Prep school sex offender jailed after violating bail conditions

Owen Labrie received a light one-year jail sentence after sexually assaulting an underage girl at his New England prep school. While his victim was subjected to scorn and disbelief from peers and the media, Labrie was coddled every step of the way, turning down a plea deal that would have seen him out in weeks and being mythologized in a pretentious Vanity Fair profile. But now he's going to serve his sentence early, because he just can't follow the rules while he appeals his verdict.

A judge in Merrimack County Superior Court said Owen Labrie would begin his one-year jail sentence immediately.

"You are unlikely to abide by any conditions," Judge Larry Smukler said. "I don't relax conditions because you can't comply with them."…

Smukler, in sentencing him in October and permitting him to remain free on bail pending appeal, told Labrie he would be "exceedingly foolish" to violate his bail conditions.

Labrie's light sentence hinged, as Vice put it, on the fact his underage victim didn't "clearly express her lack of consent." Jurors failed to convict him of felony rape, instead applying a 90s-era computer grooming law in what was described as a "bizarre" verdict.

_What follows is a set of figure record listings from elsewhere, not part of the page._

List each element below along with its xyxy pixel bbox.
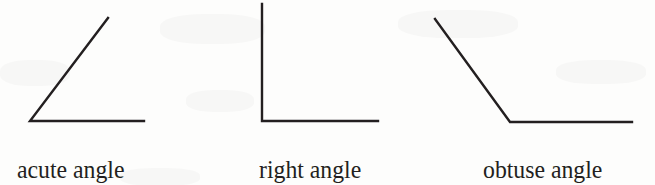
- angle-types-figure: acute angle right angle obtuse angle: [0, 0, 655, 185]
- right-angle-icon: [262, 4, 378, 121]
- caption-row: acute angle right angle obtuse angle: [0, 140, 655, 185]
- acute-angle-icon: [30, 18, 144, 121]
- caption-right-angle: right angle: [259, 157, 361, 182]
- caption-obtuse-angle: obtuse angle: [483, 157, 602, 182]
- caption-acute-angle: acute angle: [17, 157, 124, 182]
- angle-drawings: [0, 0, 655, 145]
- obtuse-angle-icon: [435, 19, 632, 122]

Those sympathetic to Labrie point to the felony computer charge, arguing it was never meant to be applied to texting teenagers. Had Labrie reached out to the girl via phone, he would have been spared a lifetime on the sexual offender registry. Then again, these were no ordinary messages: Labrie and his peers shared email templates and strategies for scoring with younger girls; Labrie even had a list of potential targets, with the girl at the top, in capital letters.